There is encouraging news on health care today - Obama is finally campaigning for health care reform with the intensity that he should have done long ago. However, polls showing that the public is not as excited about health care reform, and the Republican's confidence in their ability to kill it, are signs that the President has made some misteps in the past. I hope he fixes them, but I fear that the White House has not learned its lesson.
The stakes are high - a good comprehensive health care bill is needed in its own right. Perhaps more importantly, Obama's presidency will be judged largely on getting a real health care reform bill passed. If Dems only pass a weak bill with no real reform - or worse, fail to pass a bill at all - Obama's presidency will be deeply harmed. Obama has promised reform, and failure to make meaningful progress with a strong majority in the House and 60 senators will make Obama look weak. That will slow down not only health care, but the rest of his agenda, which is why Repubs are do desperate to block progress.
I believe that the reason why public enthusiasm for health care reform has quieted has nothing to do with people changing their minds. Rather, there has not been a strong pro-health care message, and this has tempered people's excitement about the potential for reform. Obviously many people have stated arguments for reform, but the focused and coordinated Republican messages have been presented louder in the press. Why is this? I believe that it reflects Obama's strategy to invite industry into the health care discussion, but to push away liberals who strongly advocate for public health care. The liberal base, though, are exactly the people who trumpet the messages for a need for health care reform.
The Republicans ask why we should change "the world's best health care system," but Obama pushes away those who would point out that U.S. life expectancy, infant mortality, and survival rates for some disseases is far lower than the rest of the developed world. Republican's say that we should let the markets work, but Obama pushes away those who would point out that health care markets are full of adverse selection, and that it is well known in economics that markets with high amounts of adverse selection do not work at all. Republicans say that private insurers will go bankrupt if Obama's health care reform is passed, but Obama pushes away those that point out that this is because private insurers today provide lower quality health care than a public option would provide.
To be sure, Obama should be credited withhaving the guts to push hard for health care. And I think he is guided by a true desire for consensus to be reached on the topic. But as Kos and others have pointed out, Republicans have no desire to be partners to any of Obama's good plans. In that case, he should embrace the groups that will help sound out the messages that will get true health care reform - and environmental and financial refrom - enacted.
That's my perspective - I look forward to hearing yours.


### Try it
Only lines with the word "mark" belong in the answer; copy them from the records below.
(Beginning of Data supplied)
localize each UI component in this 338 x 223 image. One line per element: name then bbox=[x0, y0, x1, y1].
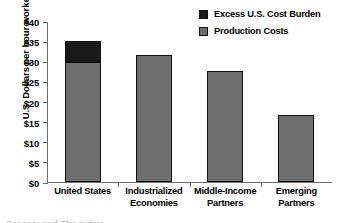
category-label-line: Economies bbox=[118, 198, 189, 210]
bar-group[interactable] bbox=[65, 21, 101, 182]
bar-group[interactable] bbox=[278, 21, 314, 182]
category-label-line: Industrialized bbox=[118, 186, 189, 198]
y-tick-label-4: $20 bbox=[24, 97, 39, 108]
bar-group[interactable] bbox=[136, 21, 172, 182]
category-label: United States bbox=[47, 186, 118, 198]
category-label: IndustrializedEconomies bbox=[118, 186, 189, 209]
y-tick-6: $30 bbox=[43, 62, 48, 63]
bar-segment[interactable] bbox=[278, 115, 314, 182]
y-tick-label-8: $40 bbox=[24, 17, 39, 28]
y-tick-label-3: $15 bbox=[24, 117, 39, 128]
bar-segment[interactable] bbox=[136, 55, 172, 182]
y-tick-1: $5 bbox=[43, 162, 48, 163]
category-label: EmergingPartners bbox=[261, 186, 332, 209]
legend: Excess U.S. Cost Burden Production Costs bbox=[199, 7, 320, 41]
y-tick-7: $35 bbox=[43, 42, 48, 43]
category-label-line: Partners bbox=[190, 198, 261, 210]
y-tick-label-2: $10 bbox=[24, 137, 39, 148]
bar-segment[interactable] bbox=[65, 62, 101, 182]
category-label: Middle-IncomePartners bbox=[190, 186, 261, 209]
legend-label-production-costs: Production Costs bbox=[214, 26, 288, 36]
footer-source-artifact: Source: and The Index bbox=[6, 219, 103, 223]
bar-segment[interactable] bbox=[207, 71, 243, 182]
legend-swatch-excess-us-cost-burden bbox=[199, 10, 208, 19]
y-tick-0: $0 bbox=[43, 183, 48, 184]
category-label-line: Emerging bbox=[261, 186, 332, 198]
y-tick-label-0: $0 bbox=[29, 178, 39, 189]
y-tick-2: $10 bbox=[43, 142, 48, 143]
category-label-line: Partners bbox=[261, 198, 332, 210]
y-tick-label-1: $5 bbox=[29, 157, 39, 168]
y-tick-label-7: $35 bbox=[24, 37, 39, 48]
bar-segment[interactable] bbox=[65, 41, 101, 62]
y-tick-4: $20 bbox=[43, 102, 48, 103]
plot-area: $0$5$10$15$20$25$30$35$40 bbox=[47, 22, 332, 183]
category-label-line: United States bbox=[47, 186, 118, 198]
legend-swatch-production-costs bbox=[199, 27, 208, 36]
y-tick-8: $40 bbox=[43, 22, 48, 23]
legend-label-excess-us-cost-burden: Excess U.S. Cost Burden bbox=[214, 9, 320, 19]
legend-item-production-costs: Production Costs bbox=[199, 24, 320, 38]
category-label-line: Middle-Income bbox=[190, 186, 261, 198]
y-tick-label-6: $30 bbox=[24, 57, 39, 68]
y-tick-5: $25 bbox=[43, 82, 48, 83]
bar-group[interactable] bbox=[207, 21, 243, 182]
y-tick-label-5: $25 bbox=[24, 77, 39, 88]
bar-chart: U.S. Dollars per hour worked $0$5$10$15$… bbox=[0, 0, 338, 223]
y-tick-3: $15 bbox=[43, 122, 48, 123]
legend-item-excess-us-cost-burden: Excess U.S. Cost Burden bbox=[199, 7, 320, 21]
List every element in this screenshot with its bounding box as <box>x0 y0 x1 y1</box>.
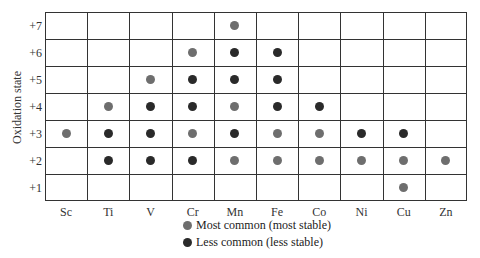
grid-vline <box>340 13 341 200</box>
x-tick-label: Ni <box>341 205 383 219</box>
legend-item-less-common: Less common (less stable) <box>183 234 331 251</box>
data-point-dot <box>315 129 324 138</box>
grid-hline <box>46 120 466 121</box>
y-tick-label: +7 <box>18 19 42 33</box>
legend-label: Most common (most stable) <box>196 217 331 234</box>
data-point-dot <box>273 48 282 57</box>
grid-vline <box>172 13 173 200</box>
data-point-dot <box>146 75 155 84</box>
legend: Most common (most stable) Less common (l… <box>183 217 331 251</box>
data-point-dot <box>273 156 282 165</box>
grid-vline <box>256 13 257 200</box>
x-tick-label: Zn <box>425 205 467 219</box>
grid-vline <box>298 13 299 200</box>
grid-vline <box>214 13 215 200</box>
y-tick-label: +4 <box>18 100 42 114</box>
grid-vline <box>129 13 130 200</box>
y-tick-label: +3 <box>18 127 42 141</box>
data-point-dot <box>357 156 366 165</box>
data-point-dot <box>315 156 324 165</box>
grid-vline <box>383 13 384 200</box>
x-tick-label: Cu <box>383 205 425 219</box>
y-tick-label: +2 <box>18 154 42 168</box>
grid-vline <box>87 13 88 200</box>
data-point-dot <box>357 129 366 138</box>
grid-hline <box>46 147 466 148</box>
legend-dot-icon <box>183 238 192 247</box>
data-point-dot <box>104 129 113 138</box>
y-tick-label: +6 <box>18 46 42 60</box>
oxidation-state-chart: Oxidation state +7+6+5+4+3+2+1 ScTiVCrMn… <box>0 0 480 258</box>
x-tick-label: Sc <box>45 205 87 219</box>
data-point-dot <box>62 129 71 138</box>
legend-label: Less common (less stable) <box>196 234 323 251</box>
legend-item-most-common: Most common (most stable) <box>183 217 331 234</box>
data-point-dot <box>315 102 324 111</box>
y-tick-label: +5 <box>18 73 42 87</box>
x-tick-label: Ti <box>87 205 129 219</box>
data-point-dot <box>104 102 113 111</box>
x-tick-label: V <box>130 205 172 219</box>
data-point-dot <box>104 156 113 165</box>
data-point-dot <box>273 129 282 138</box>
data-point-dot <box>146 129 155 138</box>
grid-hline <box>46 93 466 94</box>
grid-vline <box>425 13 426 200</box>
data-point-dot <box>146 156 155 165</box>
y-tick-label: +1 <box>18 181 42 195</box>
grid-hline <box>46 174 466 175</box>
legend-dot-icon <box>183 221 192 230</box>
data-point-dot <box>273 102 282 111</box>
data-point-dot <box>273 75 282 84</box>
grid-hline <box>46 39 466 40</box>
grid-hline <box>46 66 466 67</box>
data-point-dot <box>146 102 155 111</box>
(End of Data supplied)
(Beginning of Data supplied)
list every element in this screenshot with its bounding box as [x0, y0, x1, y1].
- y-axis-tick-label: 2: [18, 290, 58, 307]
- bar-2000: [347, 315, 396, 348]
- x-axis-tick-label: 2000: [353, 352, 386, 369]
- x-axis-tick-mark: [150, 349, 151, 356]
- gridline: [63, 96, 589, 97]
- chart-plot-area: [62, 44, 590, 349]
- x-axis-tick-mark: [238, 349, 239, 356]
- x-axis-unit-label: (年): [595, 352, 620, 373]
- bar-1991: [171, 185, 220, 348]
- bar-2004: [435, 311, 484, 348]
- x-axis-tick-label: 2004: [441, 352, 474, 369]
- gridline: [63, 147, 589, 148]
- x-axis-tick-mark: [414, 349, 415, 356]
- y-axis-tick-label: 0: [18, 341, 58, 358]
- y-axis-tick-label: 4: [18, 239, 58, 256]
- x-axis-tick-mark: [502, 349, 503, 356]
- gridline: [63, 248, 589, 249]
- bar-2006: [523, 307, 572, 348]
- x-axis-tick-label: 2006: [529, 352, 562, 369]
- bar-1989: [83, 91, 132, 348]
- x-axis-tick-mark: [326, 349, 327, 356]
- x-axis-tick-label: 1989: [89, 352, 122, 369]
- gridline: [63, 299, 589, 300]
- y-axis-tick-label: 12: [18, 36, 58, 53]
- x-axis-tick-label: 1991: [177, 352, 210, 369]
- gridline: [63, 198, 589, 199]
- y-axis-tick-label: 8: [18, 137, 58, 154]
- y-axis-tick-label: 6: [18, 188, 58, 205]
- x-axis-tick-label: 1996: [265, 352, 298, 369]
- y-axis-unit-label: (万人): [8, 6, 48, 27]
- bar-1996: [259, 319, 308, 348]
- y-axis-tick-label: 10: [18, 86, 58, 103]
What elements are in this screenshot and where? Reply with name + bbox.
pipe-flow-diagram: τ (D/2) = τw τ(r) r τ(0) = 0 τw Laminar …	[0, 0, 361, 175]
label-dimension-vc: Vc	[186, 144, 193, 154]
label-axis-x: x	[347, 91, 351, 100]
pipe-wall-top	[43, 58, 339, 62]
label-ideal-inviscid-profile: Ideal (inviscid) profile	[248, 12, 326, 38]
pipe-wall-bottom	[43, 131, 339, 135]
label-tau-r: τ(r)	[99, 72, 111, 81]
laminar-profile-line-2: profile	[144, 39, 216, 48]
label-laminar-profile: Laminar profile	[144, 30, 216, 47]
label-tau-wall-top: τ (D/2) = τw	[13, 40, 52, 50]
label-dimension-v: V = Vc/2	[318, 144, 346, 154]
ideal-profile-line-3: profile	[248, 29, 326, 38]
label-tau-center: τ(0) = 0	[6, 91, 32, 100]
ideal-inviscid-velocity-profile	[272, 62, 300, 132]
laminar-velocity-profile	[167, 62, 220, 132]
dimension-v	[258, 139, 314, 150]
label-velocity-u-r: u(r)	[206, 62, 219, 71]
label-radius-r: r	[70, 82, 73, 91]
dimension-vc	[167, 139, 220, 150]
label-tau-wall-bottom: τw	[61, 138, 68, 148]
(End of Data supplied)
### Written response
- x-axis-tick-mark: [150, 349, 151, 356]
- x-axis-tick-mark: [238, 349, 239, 356]
- x-axis-tick-mark: [414, 349, 415, 356]
- x-axis-tick-mark: [502, 349, 503, 356]
- x-axis-tick-mark: [326, 349, 327, 356]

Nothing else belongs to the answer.